*Try it*: In the listing below, a line holding "You are a GUI" and a line holding "Image resolution: width=1904" mark the range. Retype both exactly, with all lines between them.

#### Data for processing ####

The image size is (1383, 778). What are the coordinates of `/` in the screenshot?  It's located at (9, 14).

####
#### Data for processing ####

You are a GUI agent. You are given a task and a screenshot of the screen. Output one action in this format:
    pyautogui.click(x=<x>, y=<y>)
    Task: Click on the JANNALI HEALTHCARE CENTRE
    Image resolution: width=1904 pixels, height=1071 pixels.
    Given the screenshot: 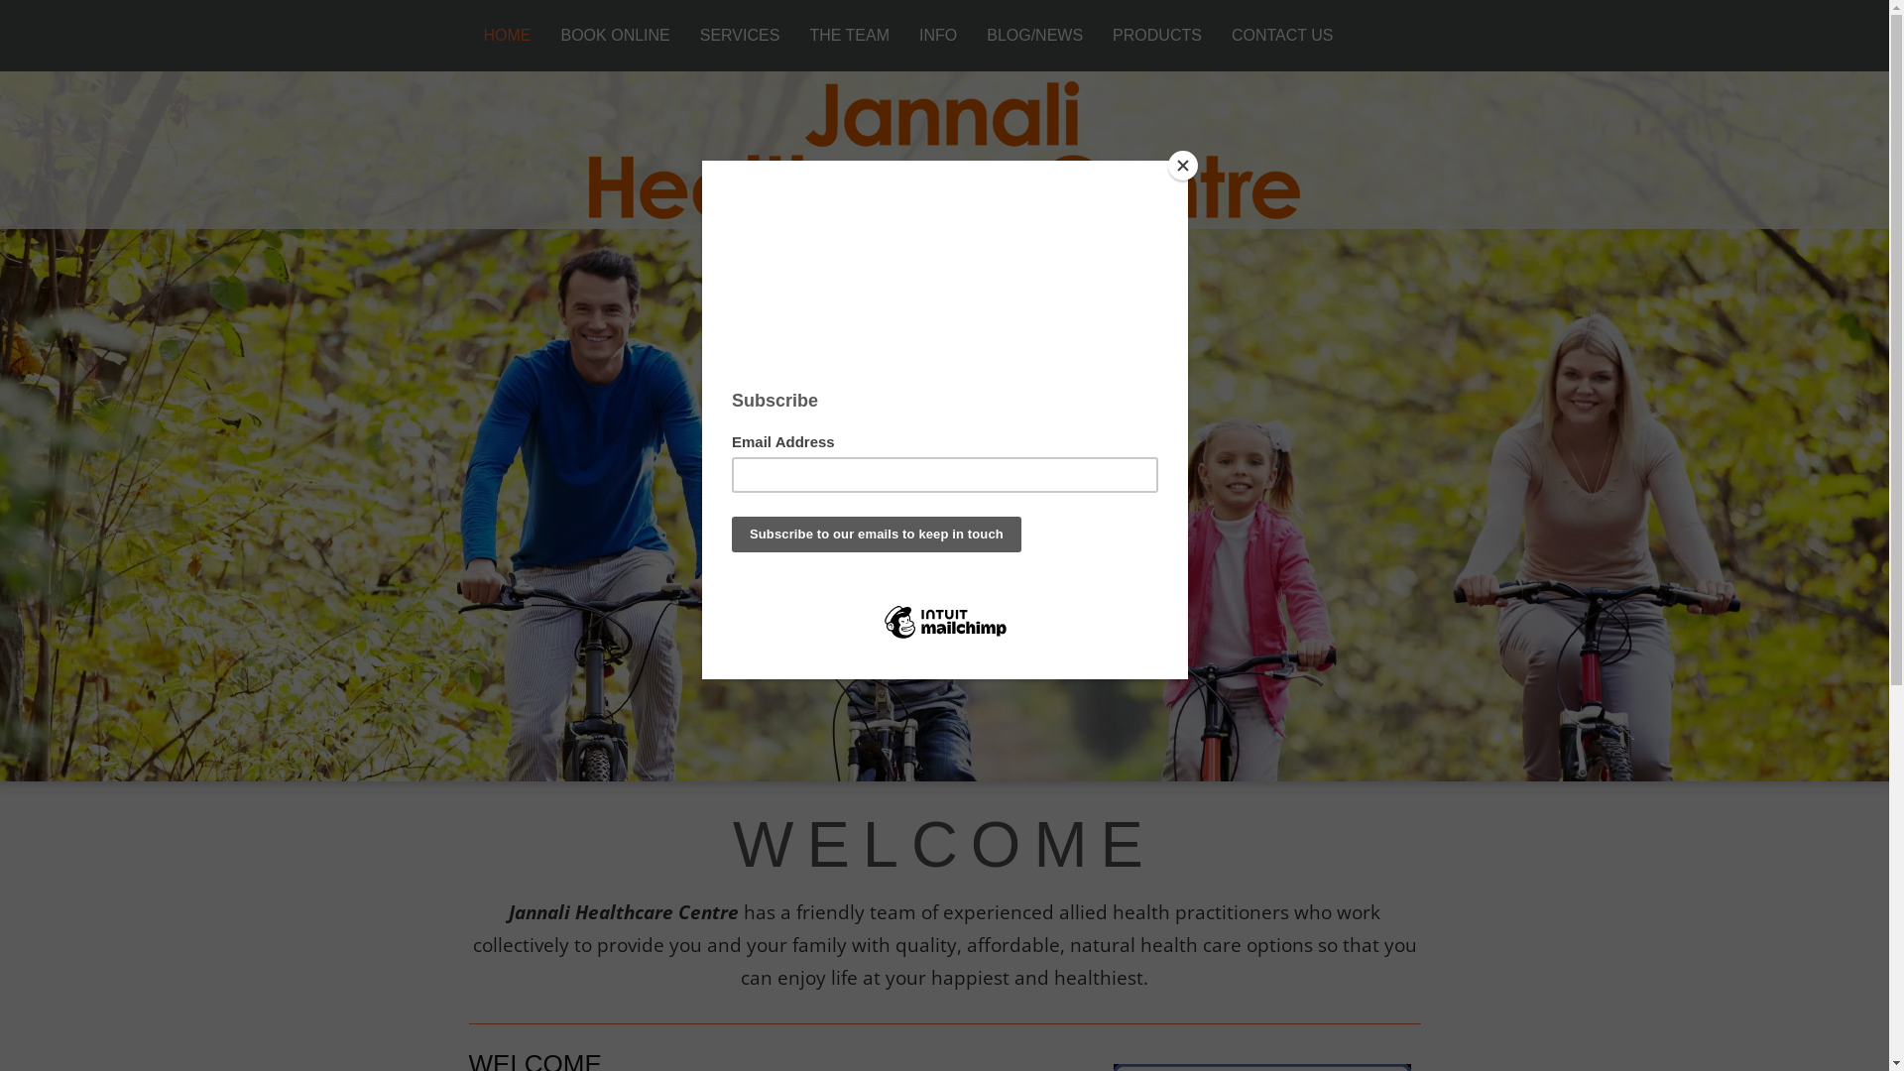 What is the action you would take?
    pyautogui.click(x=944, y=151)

####
#### Data for processing ####

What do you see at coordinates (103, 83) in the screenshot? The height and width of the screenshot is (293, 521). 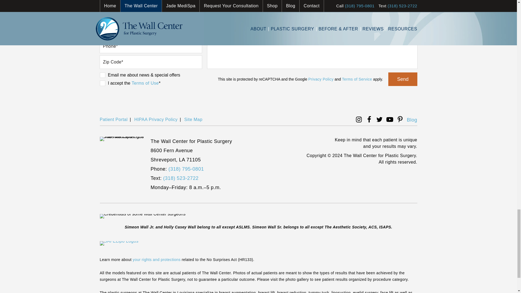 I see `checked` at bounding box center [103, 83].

####

*Result below*:
You are a GUI agent. You are given a task and a screenshot of the screen. Output one action in this format:
    pyautogui.click(x=<x>, y=<y>)
    Task: Click on the JANNALI HEALTHCARE CENTRE
    Image resolution: width=1904 pixels, height=1071 pixels.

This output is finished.